Other admissions that don't sit well:
Acquaintance: "Hey, what are you reading and giggling about over there at the lunch table?"
Me: "A research facility in North Carolina that is composting donor bodies."
*crickets*
Doughty's first book Smoke Gets in Your Eyes was one that made me sit up straighter so I could listen carefully. Her story of how she came to be a mortician, her observations of the current funeral industry, and how this influenced her to open a funeral home (Undertaking LA). It is through this home she hopes to encourage death acceptance in our culture.
That was a good book and I recommend it. However, it was a memoir. There was a bit of navel-gazing that us readers who were more interested in the death & dying weren't crazy about but Doughty is witty and candid. It's Doughty's personality that will carry you through her writing when it's not at its best.
Her latest book From Here to Eternity is an international tour of how cultures honor, bury, and care for their dead. While a book about death tourism seems like it would be a natural debut outing for a writer, Doughty was clever and made us fall in love with her in her first book. We longed for her to tell us more. She has heard the call and delivered.

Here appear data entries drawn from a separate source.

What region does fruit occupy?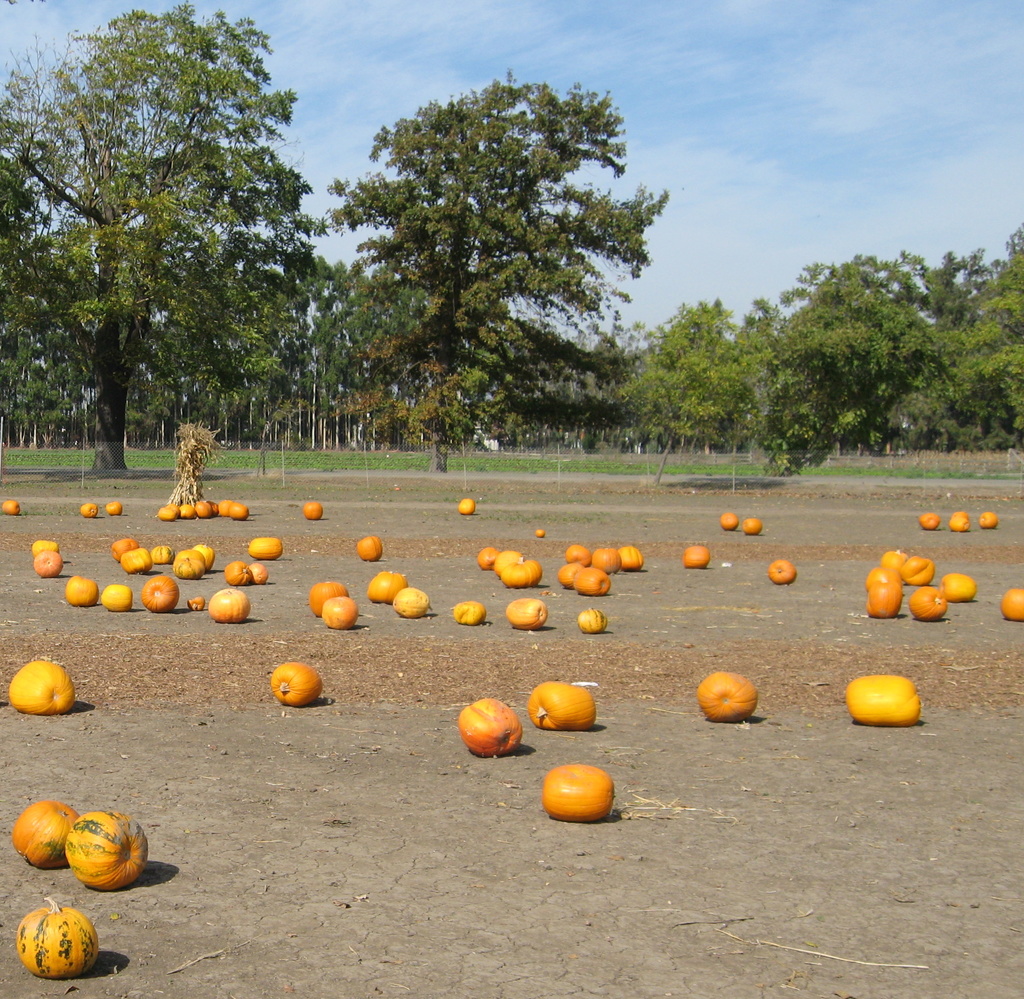
<box>477,547,501,574</box>.
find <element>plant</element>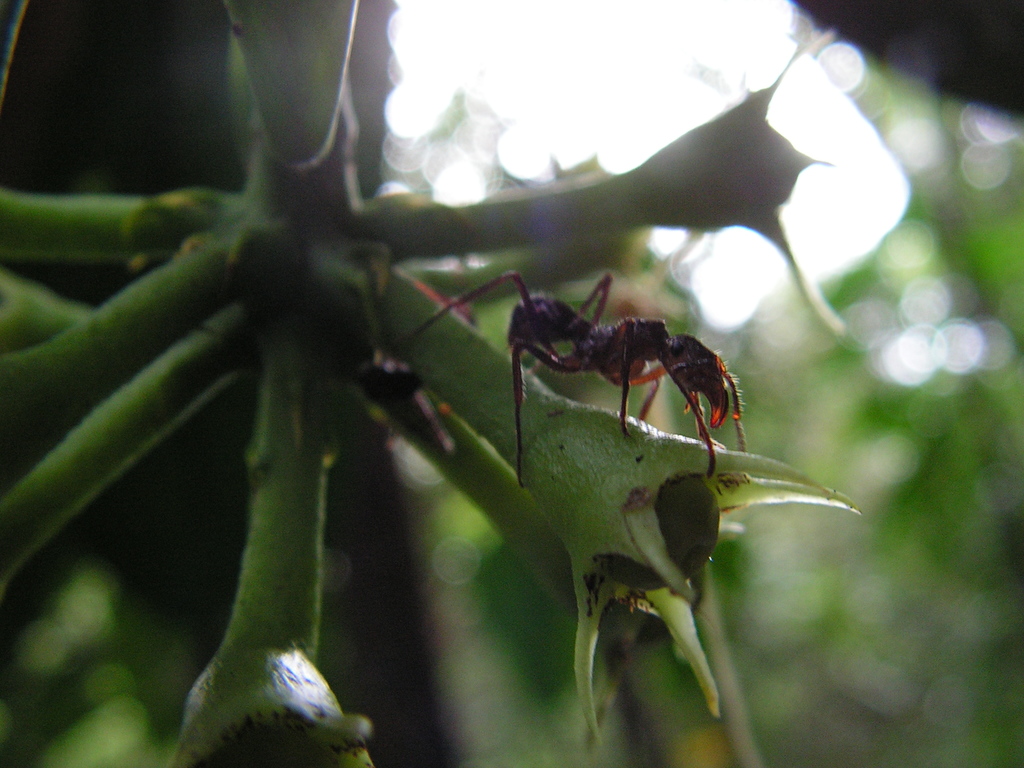
select_region(0, 0, 840, 767)
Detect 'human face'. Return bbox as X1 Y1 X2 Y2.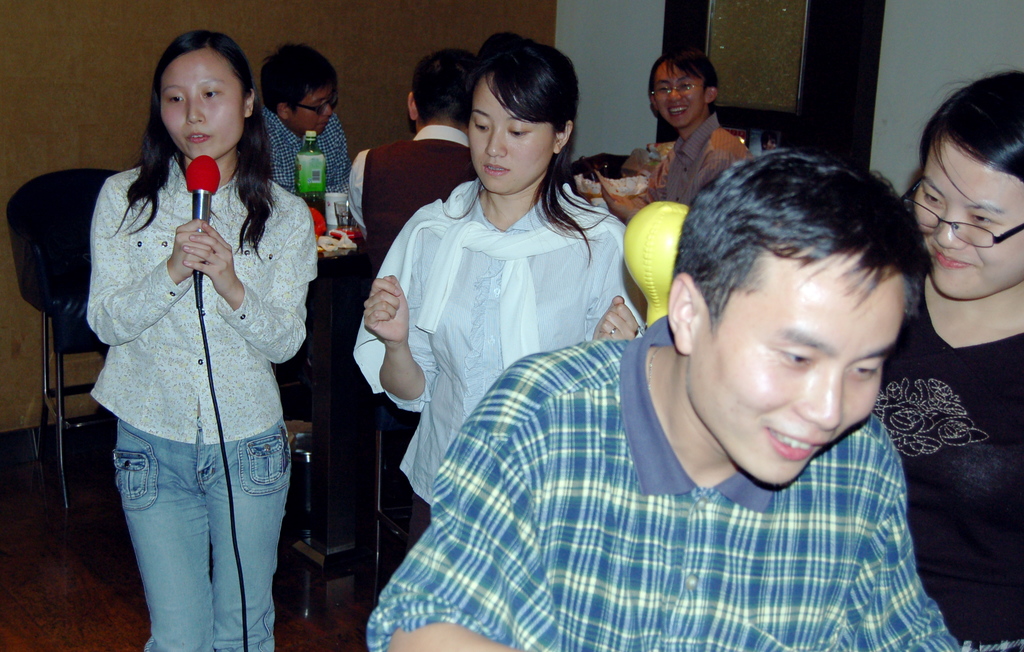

From Here to Eternity is better than Smoke Gets in Your Eyes and I think it's the book we thought we were getting the first time.
Doughty's advice to begin caring for our own dead and assuage the shame and fear associated with death/dying is to "show up" for it and be engaged. We are not the deceased in Emily Dickinson's famous poem who is too busy (busy dying?) to stop for death. Doughty wants us to stop, accept mortality, and to care for the dead. She shows us how that is accomplished across the world in fantastic, beautiful and compassionate traditions. Occasionally, these are traditions that our American culture would deem horrific and disrespectful.
In Japan cremated remains can be displayed in a high-tech building maintained by a Buddhist monk. A smart card allows a family member to find their loved one in a room of Buddhas, each their own individual LED-light. When the card is tapped a Buddha lights up white while all the rest are blue and thus there is no confusion finding your loved one.
Over in Bolivia the dead sometimes receive the honor of becoming a mummified head that can perform miracles and grant favors (much to the dismay of the Catholic Church) to those who seek their powers. These human skulls live with a caretaker in their home and have their own celebration every year.
However you choose to think about death, there is no doubt that this book resonates. If dying is an "awfully big adventure" wouldn't you want the power to choose your own adventure?